Competition for consumer attention is at an all-time high – including a wealth of well-capitalized video services, social platforms, audio networks and gaming services – with massive audiences and robust mobile engagement. This is the new galaxy in which the contemporary consumer finds himself.

WarnerMedia-Discovery

The WarnerMedia-Discovery deal is expected to close in mid-2022. Analysts are divided on the prospects for the deal. And by looking at the share price investors are not confident.  I think the combination is a compelling long-term opportunity. The combined assets offer a compelling direct-to-consumer offering.
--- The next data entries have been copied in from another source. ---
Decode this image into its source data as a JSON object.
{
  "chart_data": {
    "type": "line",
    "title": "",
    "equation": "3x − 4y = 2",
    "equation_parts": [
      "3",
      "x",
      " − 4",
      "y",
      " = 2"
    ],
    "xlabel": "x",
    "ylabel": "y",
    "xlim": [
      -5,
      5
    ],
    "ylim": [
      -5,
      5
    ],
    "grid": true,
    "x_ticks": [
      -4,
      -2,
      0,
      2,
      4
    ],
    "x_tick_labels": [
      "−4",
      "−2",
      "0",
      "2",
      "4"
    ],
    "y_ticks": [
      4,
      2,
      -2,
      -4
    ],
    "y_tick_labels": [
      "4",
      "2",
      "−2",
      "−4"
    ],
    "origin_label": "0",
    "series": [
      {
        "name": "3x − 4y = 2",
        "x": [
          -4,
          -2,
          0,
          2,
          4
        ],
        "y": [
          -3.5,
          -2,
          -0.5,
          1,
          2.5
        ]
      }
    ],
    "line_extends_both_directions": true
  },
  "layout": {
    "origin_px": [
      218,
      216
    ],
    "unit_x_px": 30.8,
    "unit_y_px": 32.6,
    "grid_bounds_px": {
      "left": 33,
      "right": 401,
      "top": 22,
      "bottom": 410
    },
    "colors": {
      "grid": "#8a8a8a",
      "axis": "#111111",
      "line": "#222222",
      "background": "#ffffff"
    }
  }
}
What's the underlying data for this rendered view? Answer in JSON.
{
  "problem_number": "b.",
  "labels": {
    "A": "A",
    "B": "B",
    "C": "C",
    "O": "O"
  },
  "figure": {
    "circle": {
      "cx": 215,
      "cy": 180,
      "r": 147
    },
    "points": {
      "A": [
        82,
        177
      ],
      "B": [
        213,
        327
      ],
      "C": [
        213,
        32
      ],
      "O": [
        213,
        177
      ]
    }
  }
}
In terms of valuation, Discovery, trading 7.1x EV/EBITDA, trades at a significant discount to its peers. CBSViacom trades at 9x, Netflix at 54.4x, MGM at 39x, LionGates at 25x EV/EBITDA. At current levels, purchasing Discovery stock seems to provide an inexpensive entry point for playing the creation of Warner Bros. Discovery. If we assume pro-forma EBITDA of $12.3b, and a 10x multiple, there’s a 23% upside to Discovery.

In the long-term, to win the streaming war, I expect more consolidation down the road.